Further restrictions planned on protests


Home Secretary will aim to increase curbs on repeated protests

October 2025

Governments throughout history have disliked protests and demonstrations. Thousands of people marching through the streets of London loudly, or even peacefully, stating their grievance or demanding a right denied to them, has long been part of our national life. Indeed, Sir Ian Gilmour in his book Riot, Risings and Revolution* describes the very many such events which took place in eighteenth-century Britain. Such was the violence that parliament was sometimes unable to sit for fear of MPs being dragged from their carriages. It is important to remind ourselves of this because the impression is sometimes created by present day politicians and some media commentators that this is some kind of new phenomenon. They are disliked because they disturb the current order. They give voice to injustice.

As we have noted before, the current home secretary, Shabana Mahmoud, is a woman as were previous home secretaries viz. Yvette Cooper, Suella Braverman, Amber Rudd, Theresa May and Priti Patel. All have the vote, all were/are MPs and are, or were, in parliament. That this is so is as a result of prolonged protest over many decades. They became violent as a (male) parliament refused to allow female enfranchisement. We could list other protests: to allow non property owners get the vote, for safety in the factories, to stop impressment and many other causes. All have the same or similar causes: people who feel that a government is more interested in satisfying or appeasing the powerful and are not listening to the powerless. Arms companies for example, have no need to spend a Saturday marching through London streets risking arrest and blistered feet, they – or their lobbyists – have direct access to ministers and senior civil servants all too happy to accommodate their wishes.

Frequency the problem

Mahmoud wants to get legislation passed to amend the Public Order Acts to clamp down on frequent protests. ‘Frequency of particular protests in particular places‘ she says ‘is in and of itself a reason for the police to be able to restrict and place conditions’. As a variety of civil rights organisations have pointed out, it is frequency which is the point. A single march or demonstration is unlikely to achieve anything much – the million or so who protested against the calamitous war in Iraq is an example.

She also claims, ludicrously, that they were ‘un-British’ and ‘dishonourable’. Clearly a minister who has only a slender grasp of British history.

There are a number of factors which seem to be at play here. The current ministerial statement came after the dreadful attack on a Synagogue in Greater Manchester. Marches were planned two days later on the Saturday in support of Palestine. There were many calls for the marches to be postponed. The organisers would not and went ahead with 488 arrested in Trafalgar Square. We can get a sense of the tensions at play in a Daily Telegraph article on 2 October Israel blames Starmer after synagogue terror attack which quoted without evidence, an Israeli source claiming the attack may have been ‘directed by Hamas’. Raphi Bloom is quoted in the Jewish Chronicle ‘that the community “will not forget the betrayal” over the UK recognising a Palestinian state, saying: “When you fail to act on constant calls to globalise the intifada, the results are that intifada came to our Manchester Jewish community with horrific consequences”.

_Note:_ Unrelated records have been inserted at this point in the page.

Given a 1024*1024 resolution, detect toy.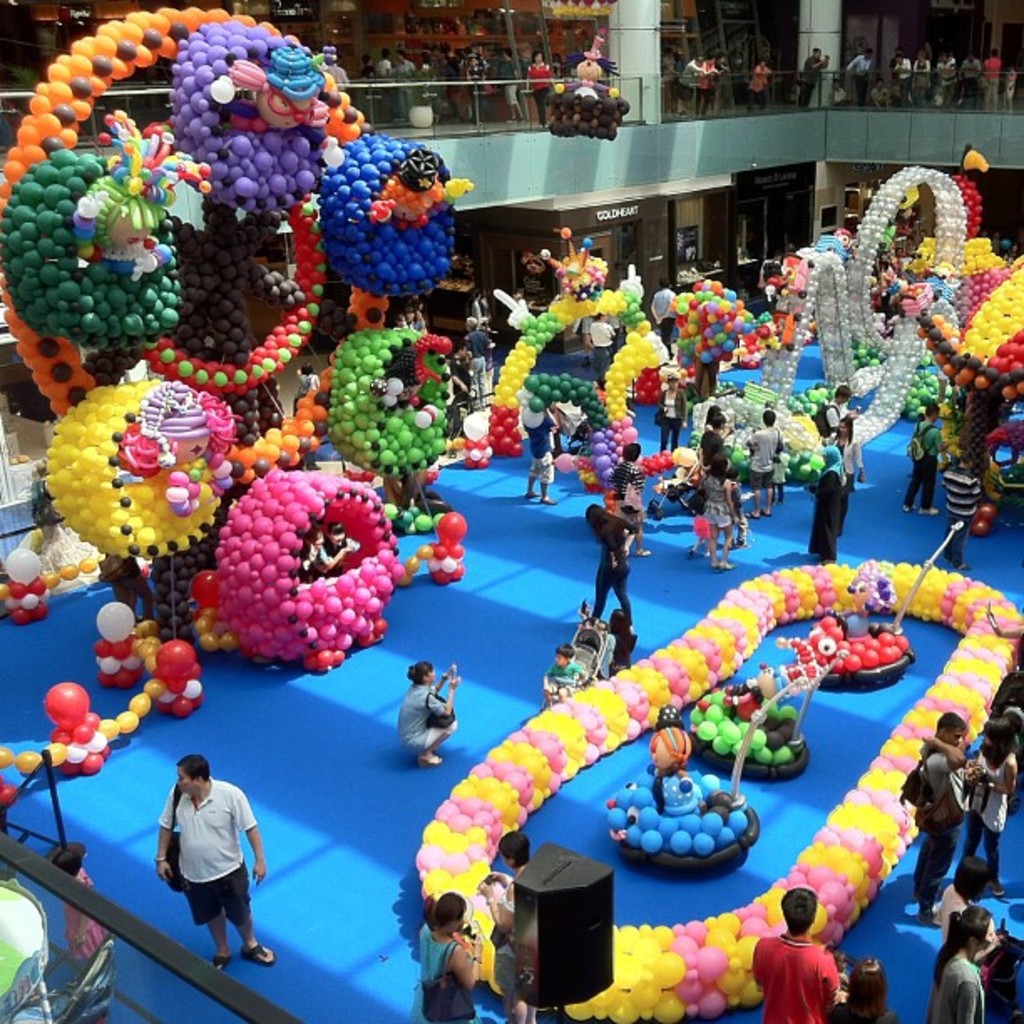
bbox=(318, 321, 450, 524).
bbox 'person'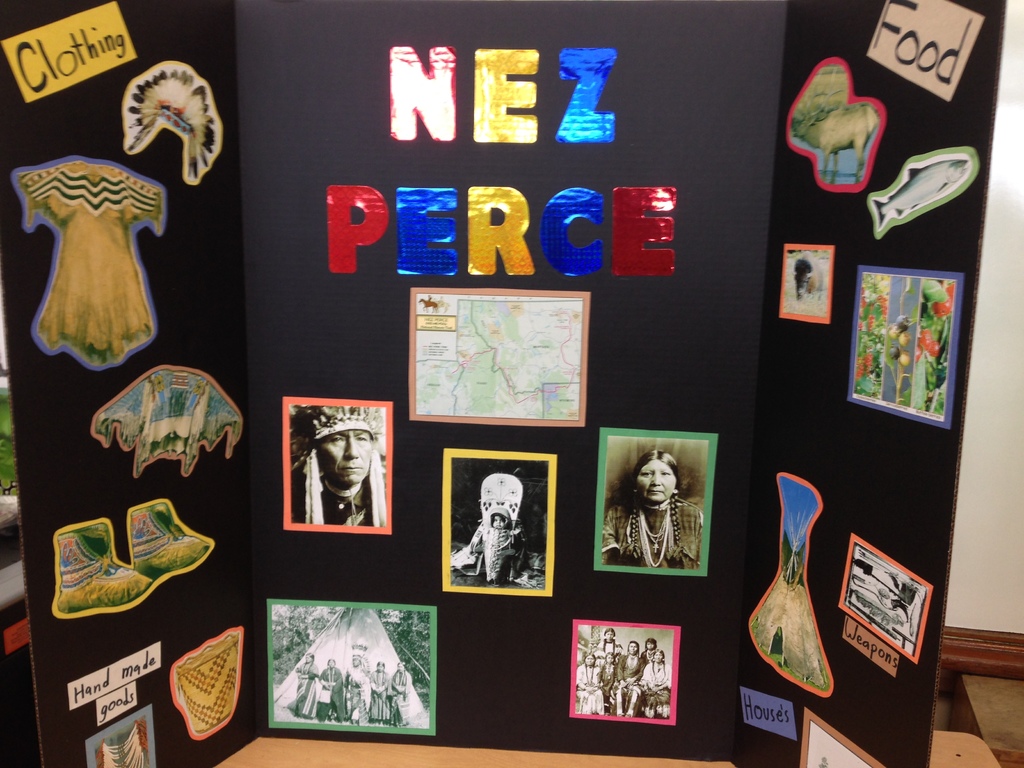
pyautogui.locateOnScreen(600, 444, 700, 569)
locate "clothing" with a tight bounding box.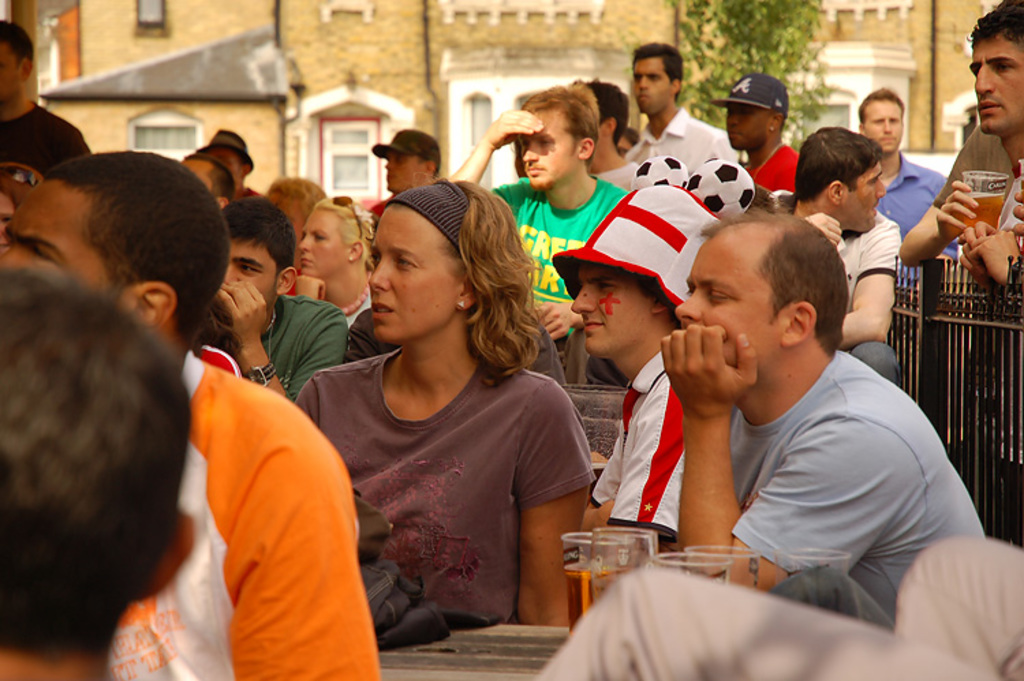
<bbox>699, 334, 1013, 631</bbox>.
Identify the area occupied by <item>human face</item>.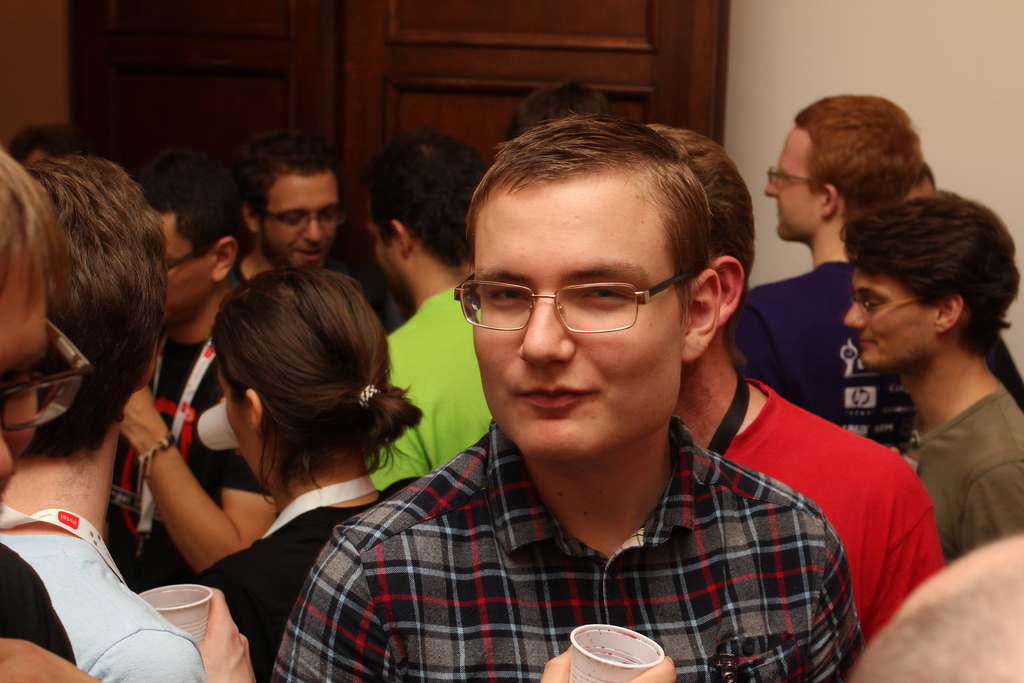
Area: 840:247:970:386.
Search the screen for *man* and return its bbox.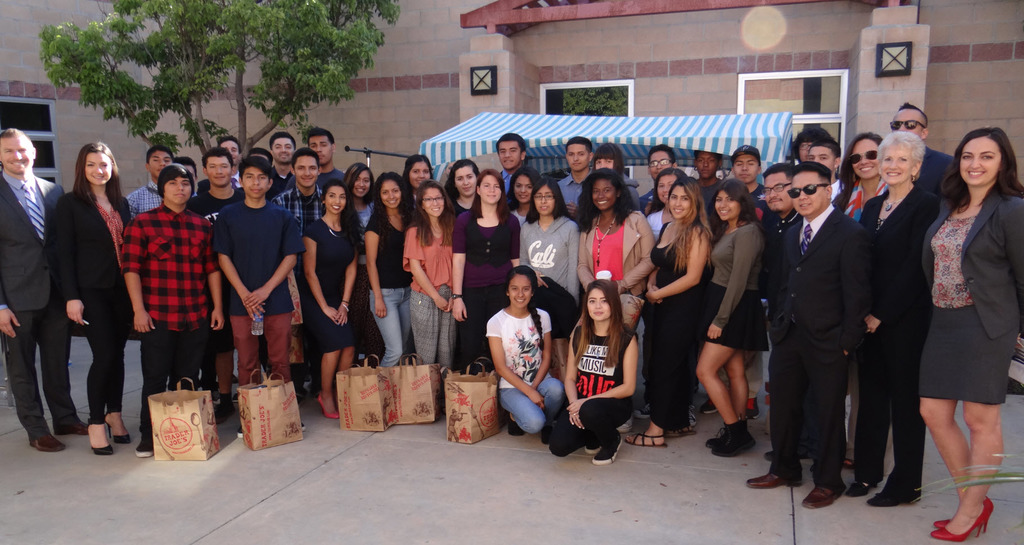
Found: BBox(185, 148, 245, 227).
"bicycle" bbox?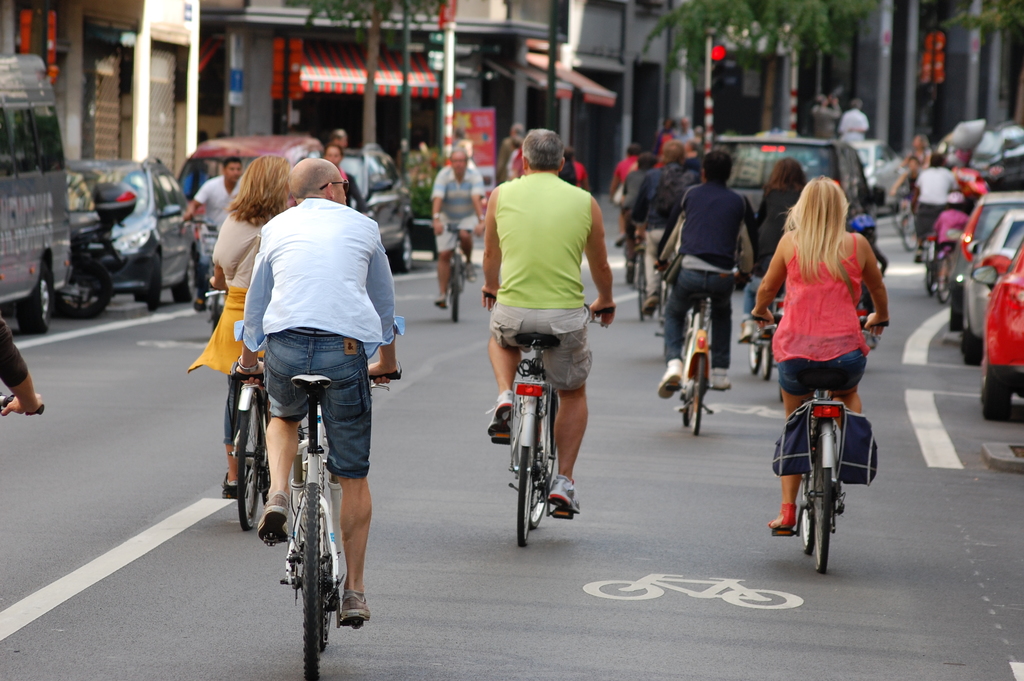
[x1=748, y1=315, x2=891, y2=577]
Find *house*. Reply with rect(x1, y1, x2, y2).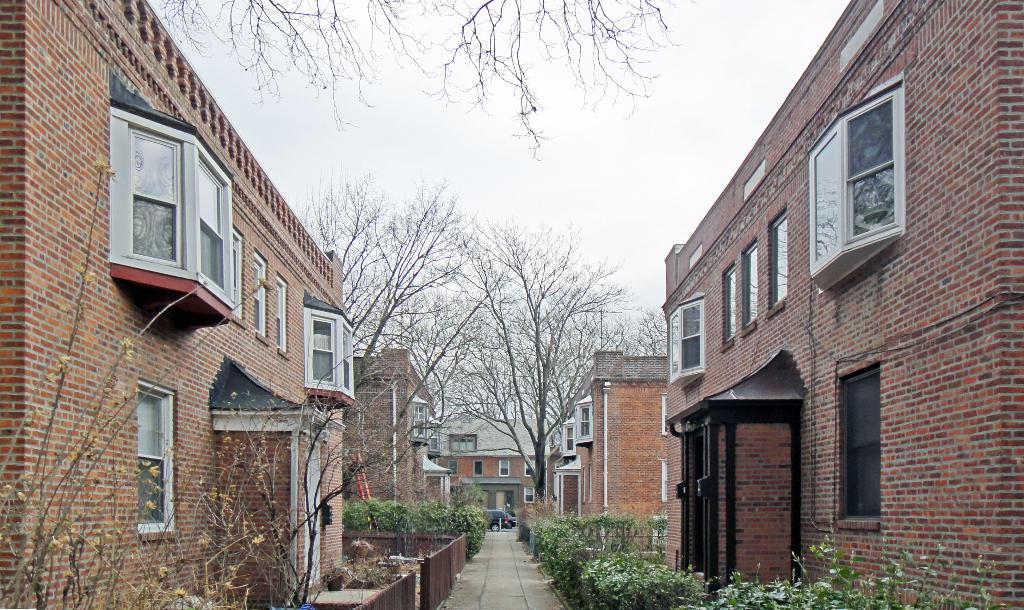
rect(638, 14, 986, 609).
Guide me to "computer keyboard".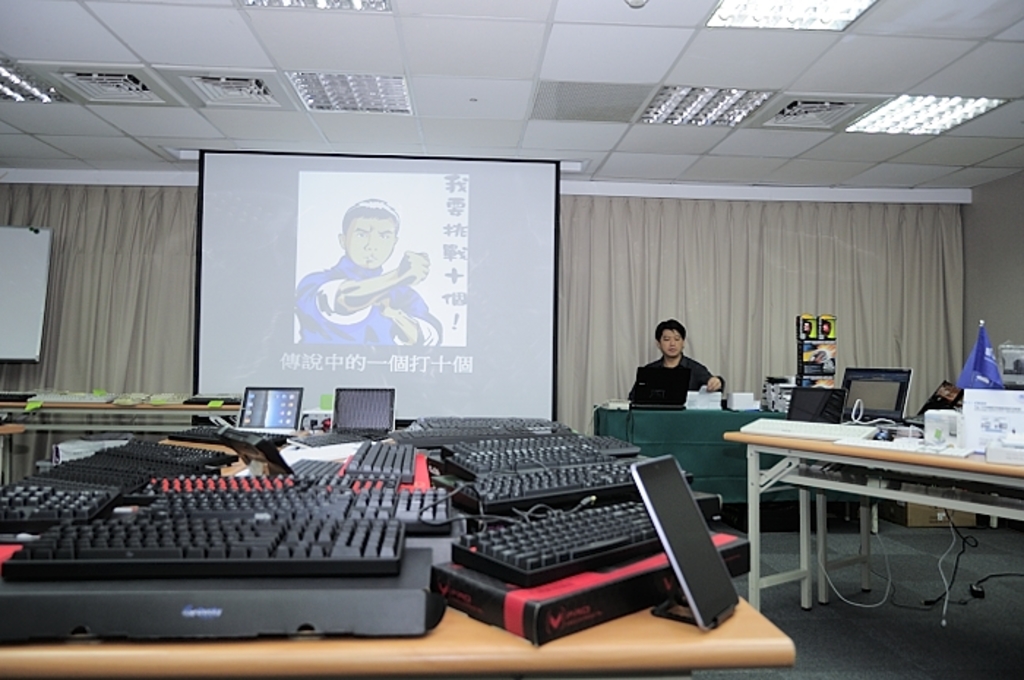
Guidance: {"x1": 737, "y1": 418, "x2": 882, "y2": 442}.
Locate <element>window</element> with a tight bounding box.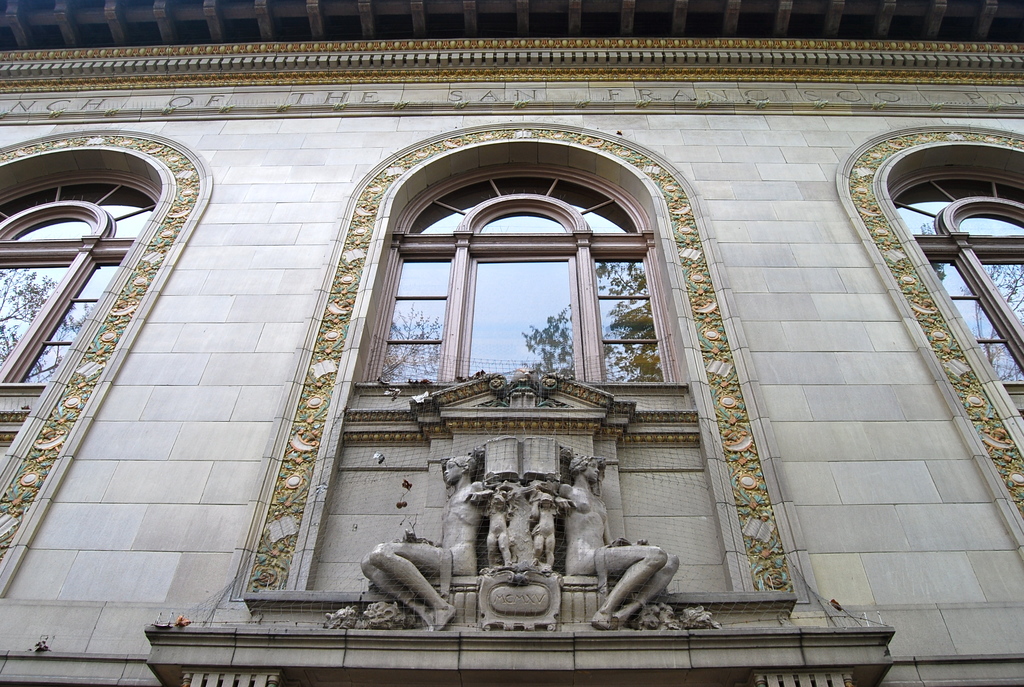
<bbox>834, 120, 1023, 559</bbox>.
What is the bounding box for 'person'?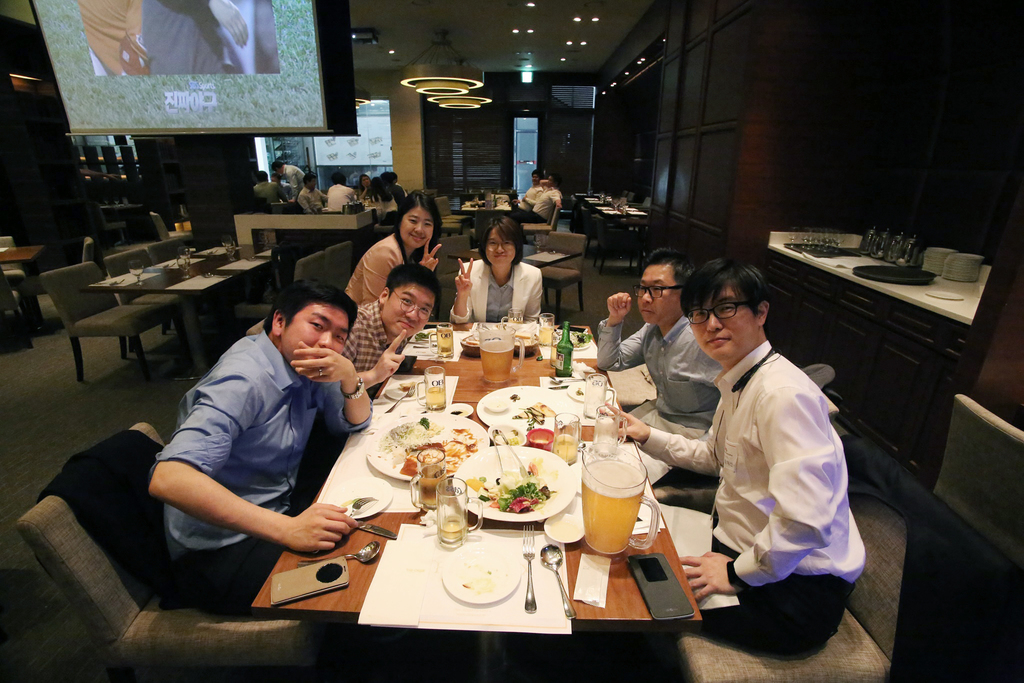
<region>383, 171, 406, 200</region>.
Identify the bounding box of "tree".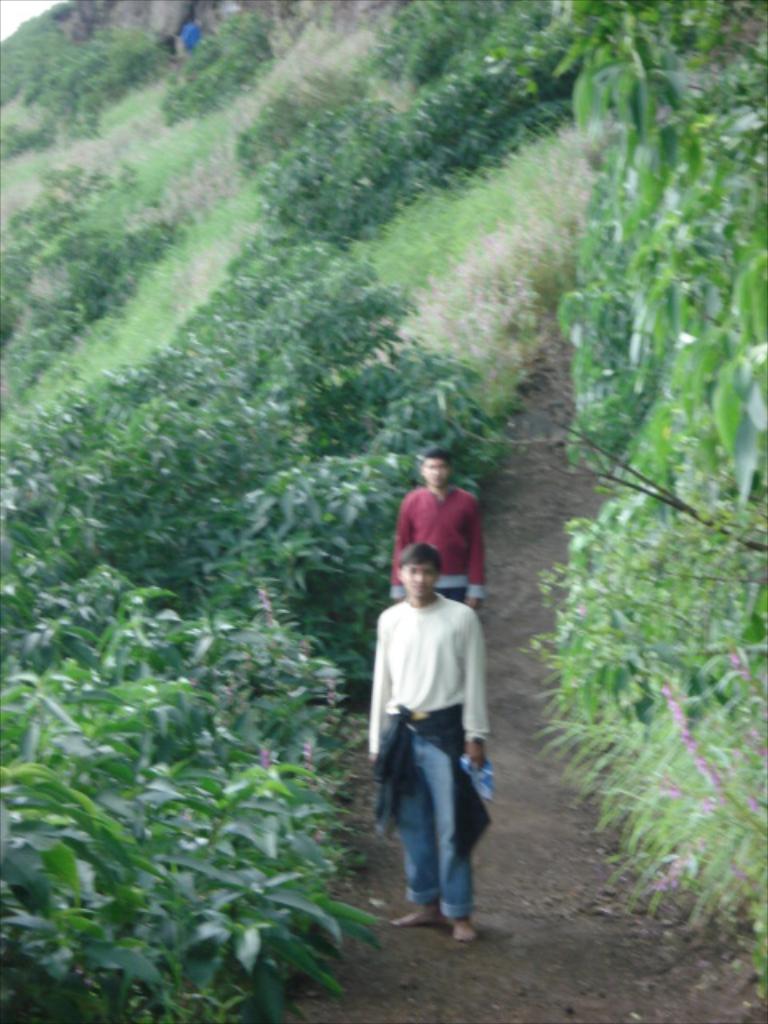
BBox(491, 0, 766, 509).
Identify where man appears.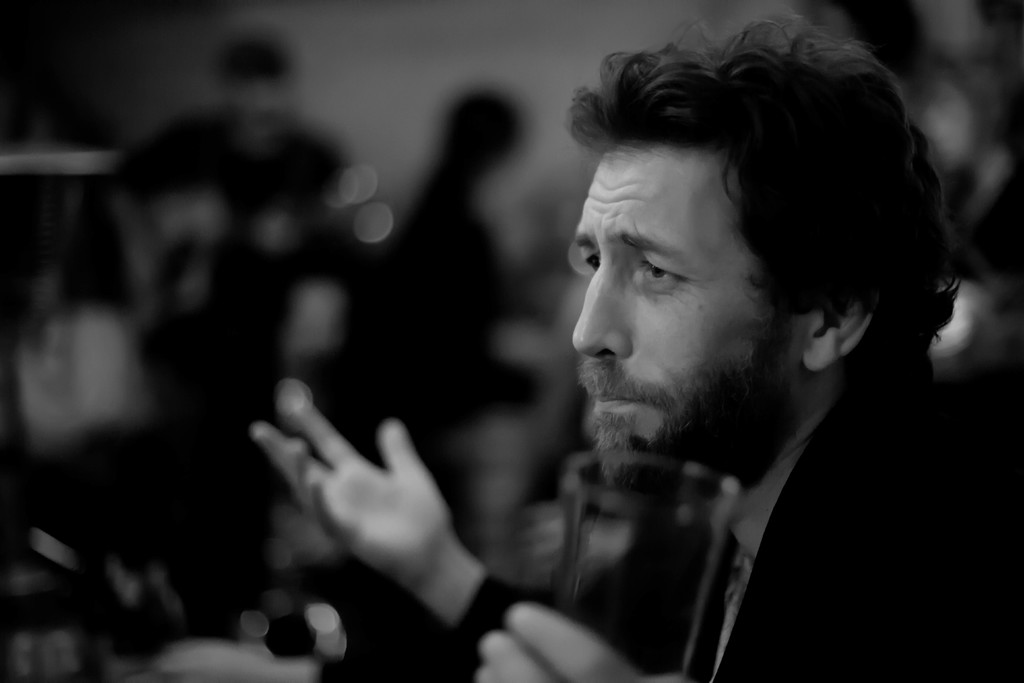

It is clear that many people are upset and angry about the continued and wholly disproportionate killing and starvation which is taking place in Gaza. They are angry at the government continuing to allow Israel to be supplied with arms and the covert support by the RAF with their hundreds of overflights of Gaza. UK sales of arms to Israel reached a record high in June this year. They do not accept that there is a connection between the killing in Greater Manchester and Israel’s activities in Gaza and the West Bank. It can be argued that the Israeli government has perpetually conflated criticisms of its actions in Gaza and inaction in the West Bank as ‘anti-Semitic’ or ‘hatred of Israel’ and more recently as being ‘pro Hamas’.

The Home secretary’s plans to add to the legislation passed by the Conservatives is unnecessary and to quote an Amnesty director ‘ludicrous’. They may be part of a plan by government to look tough in the face of the increasing popularity of Reform and Nigel Farage. They represent a further step in increased authoritarian government and a desire to restrict protests generally.